What Will Investing in Peoples’ Basic Needs Do to the Economy?
Economist Jack Rasmus writes about the three-legged stool of retirement: “The first two of those legs have already collapsed – defined benefit and 401k pensions, and personal savings. And now Congress is about to begin breaking the last leg, Social Security and Medicare, with several rounds of deficit cutting set for March, May and again later in 2013 when big corporate tax cuts take place.” What will this mean for the economy? Rasmus continues that this will “hold back any sustained economic recovery in the US in 2013-14 and beyond.”
Recovery begins with jobs but will not be sustained unless health care and retirement programs are strengthened and expanded. We need to end poverty retirement and health injustice. Doing so would result in an end to health-based foreclosures and bankruptcies and all of the negative consequences that go with those economic catastrophes.
An expansion of Social Security not only would be good for America’s retirees, it also would be good for the broader macroeconomy. It would act as an ‘automatic stabilizer’ during economic downturns, keeping money in retirees’ pockets and stimulating consumer demand, especially since low and middle income people are more likely to spend an extra dollar on goods and services than are affluent individuals. Social Security Plus also would help American businesses trying to compete with foreign companies that don’t have to provide pensions to their employees, since those countries already have national retirement plans.
You could imagine what the impact of 55 million seniors receiving an additional $1,200 each month would mean for the economy. That money would inject $66 billion into the economy each month, and that spending would have an increased impact through the multiplier effect as it is circulated in the economy.
Adopting an improved Medicare-for-all health system would be a major stimulus to both jobs and economic spending, according to a January 2009 study which found: “Establishing a national single-payer style healthcare reform system would provide a major stimulus for the U.S. economy by creating 2.6 million new jobs, and infusing $317 billion in new business and public revenues, with another $100 billion in wages into the U.S. economy.”

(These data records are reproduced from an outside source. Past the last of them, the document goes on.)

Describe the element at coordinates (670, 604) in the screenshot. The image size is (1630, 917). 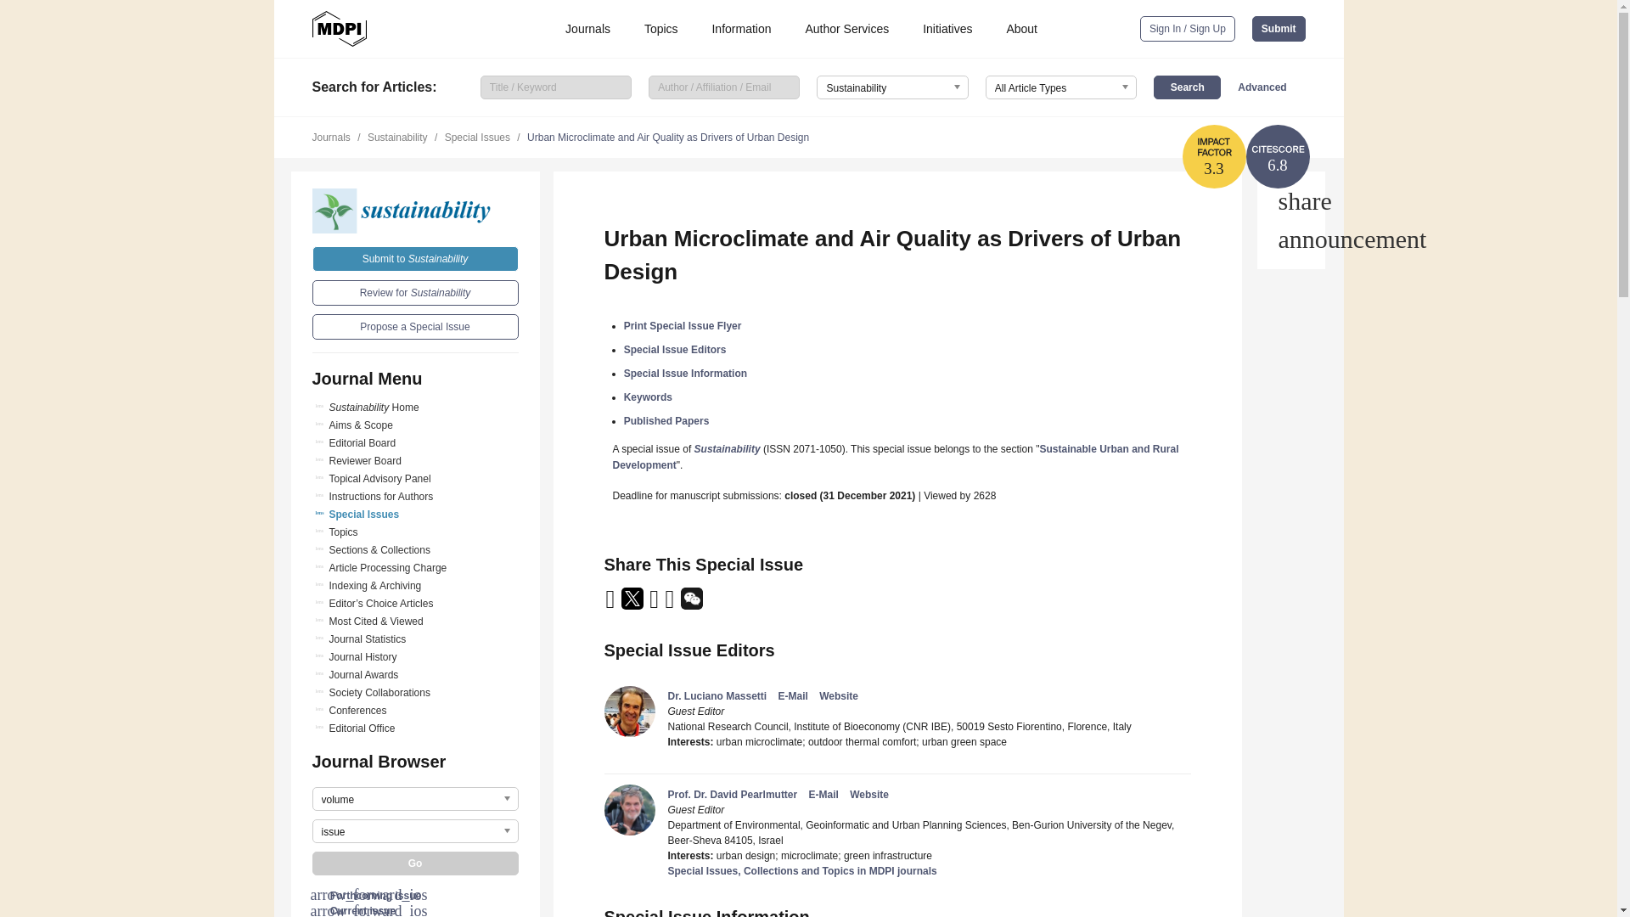
I see `facebook` at that location.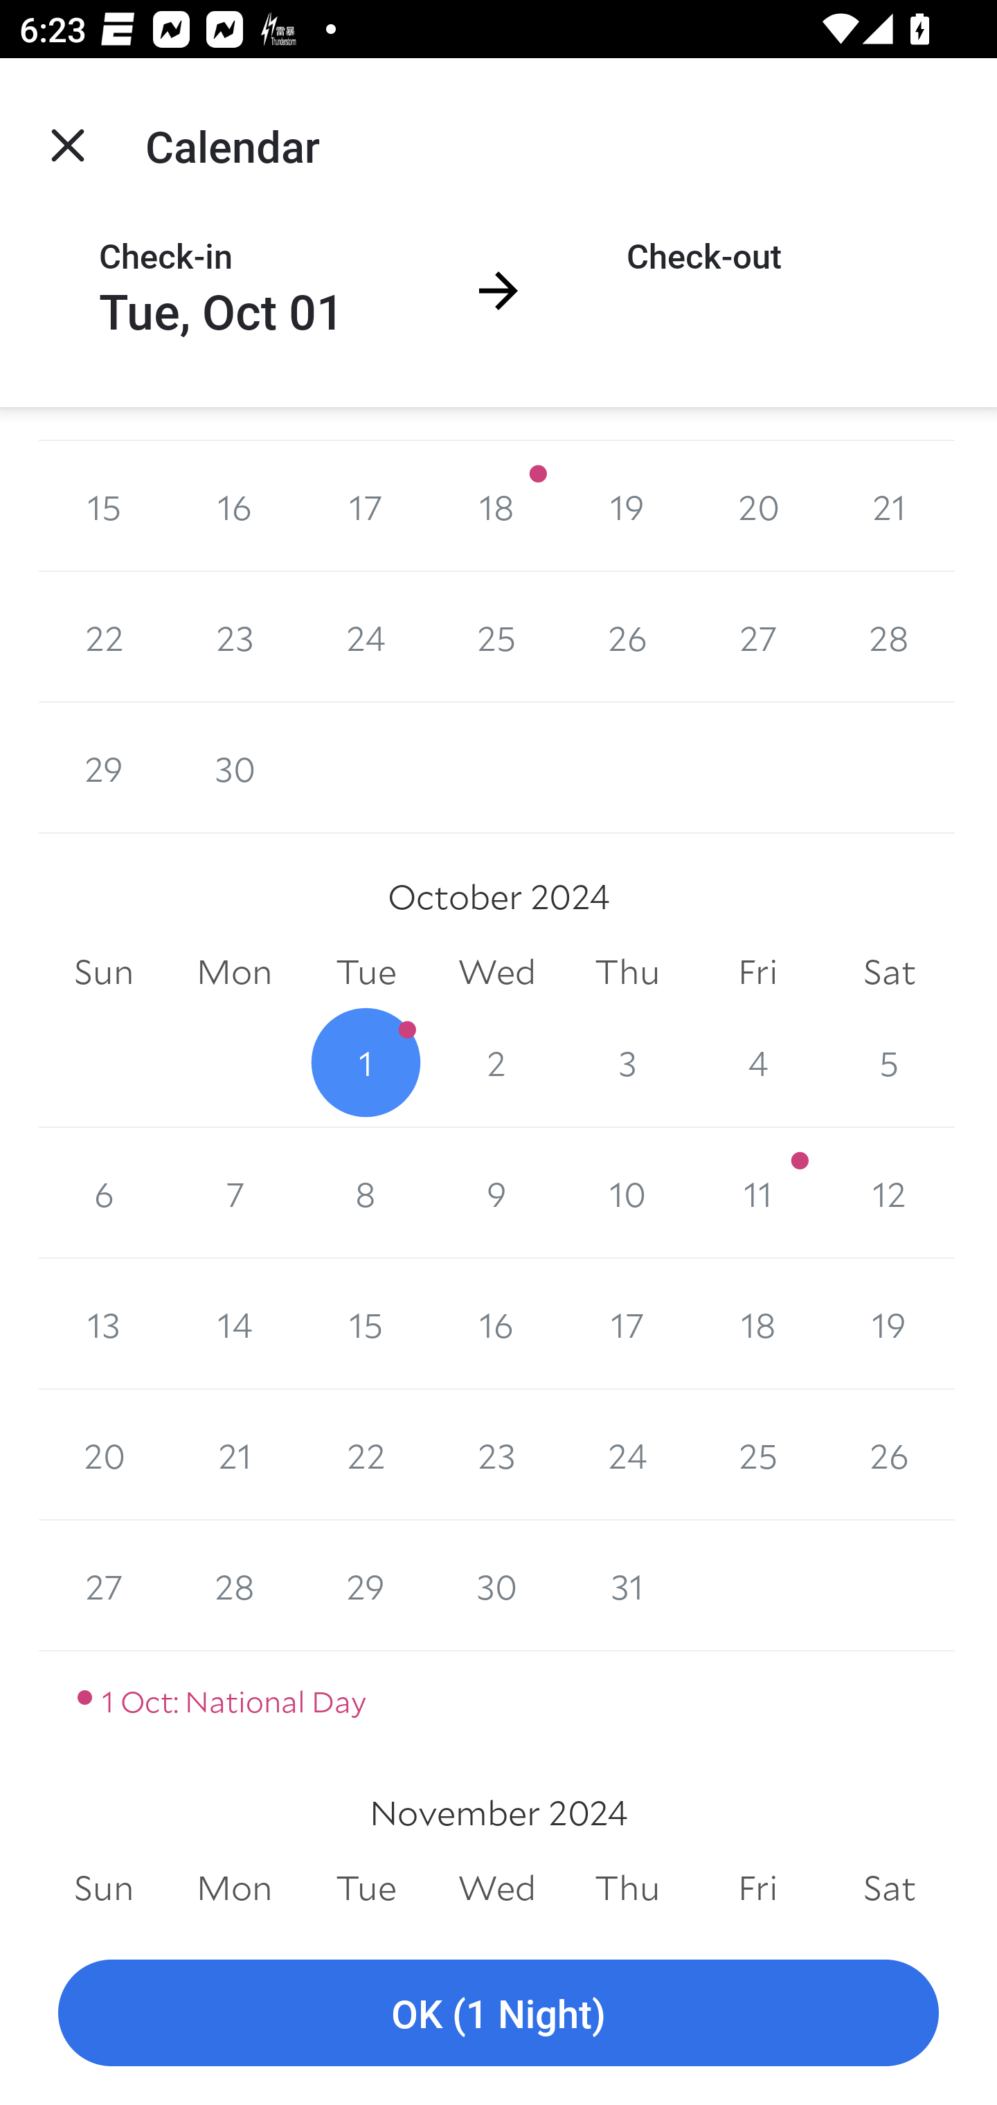 Image resolution: width=997 pixels, height=2105 pixels. I want to click on 6 6 October 2024, so click(104, 1193).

Controlling health care costs is critical to stabilizing the economy. The US Center for Medicare and Medicaid Services projects that health care costs will go up from the 2010 level of 17.5 percent of GDP to 19.6 percent in 2019. The only proven way to deal with the underlying problem of rapid growth in health care is a single-payer, improved Medicare-for-all, system. Both of these changes would put in place the foundation for a strong economy.

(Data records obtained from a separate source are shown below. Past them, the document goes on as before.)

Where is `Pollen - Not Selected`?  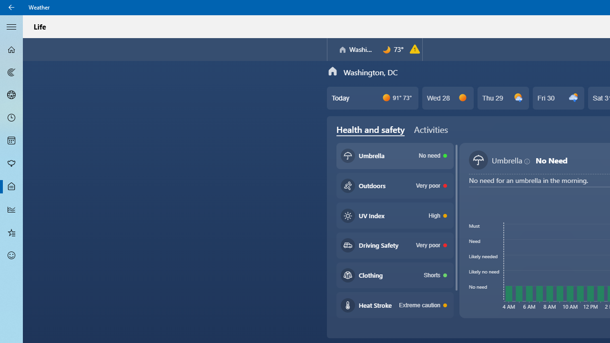 Pollen - Not Selected is located at coordinates (11, 163).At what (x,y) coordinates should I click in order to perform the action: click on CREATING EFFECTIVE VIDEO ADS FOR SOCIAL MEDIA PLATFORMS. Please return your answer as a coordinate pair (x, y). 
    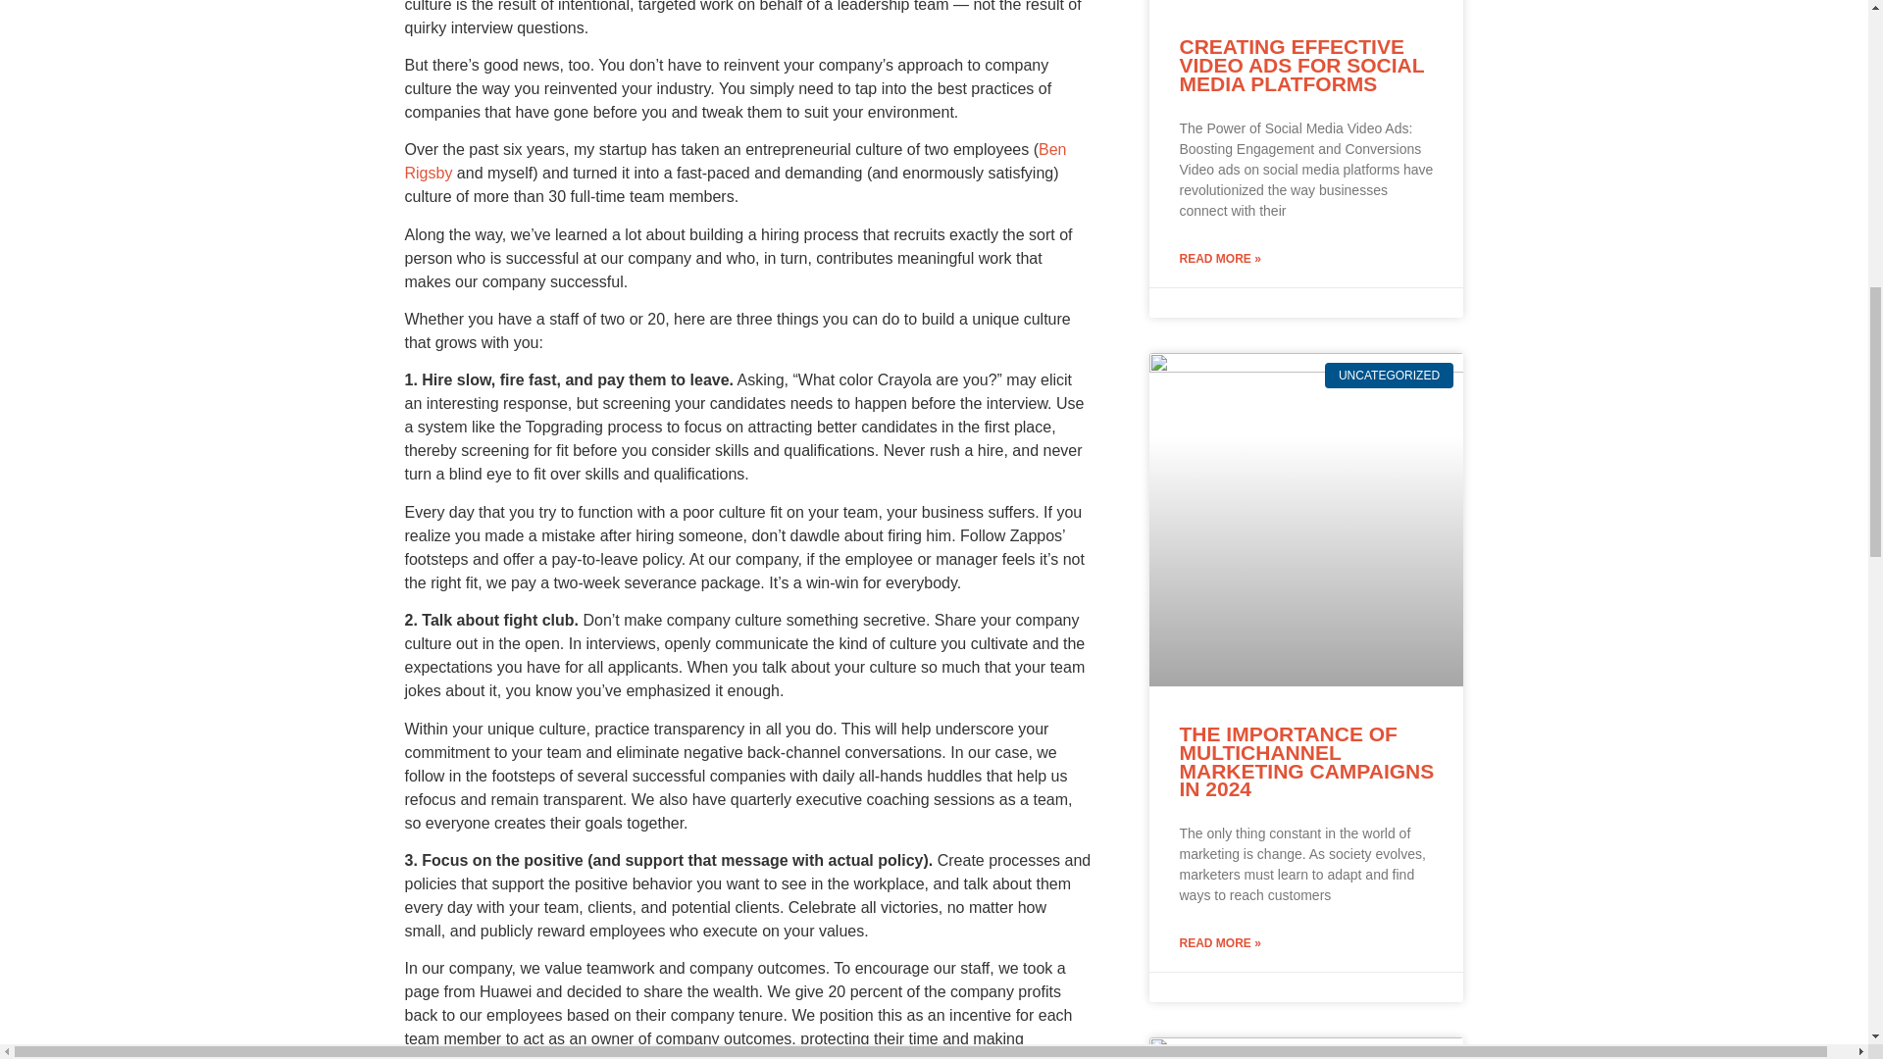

Furthermore, expanding Social Security and Medicare would have other benefits. Both would be portable – if employees changed jobs or stayed at home to take care of their families, they would keep their benefits. If the company they worked for closed or moved, they would keep their benefits. This would create health and retirement security.
It would also make businesses more competitive. Employers would not have surprise increases in the cost of health care, nor would they carry the burden of funding pensions or retirement plans. Like their employees, they would have the security of knowing in advance what these programs cost.
Some of the funding for these programs would come from progressive taxation, so the wealthiest Americans would pay more. Putting in place progressive taxation increases the fairness of the economy and reduces the wealth divide, which has become unconscionable.
When we confront the crises of poverty retirement and health insecurity, we discover that Social Security and Medicare are not the problems; they are the solutions.
You can hear our interview with Steven Hill and Dr. Andy Coates on “Deficit: Don’t Cut Social Security and Medicare, Expand Them!” on Clearing the FOG Radio and view it onUStream/ItsOurEconomy.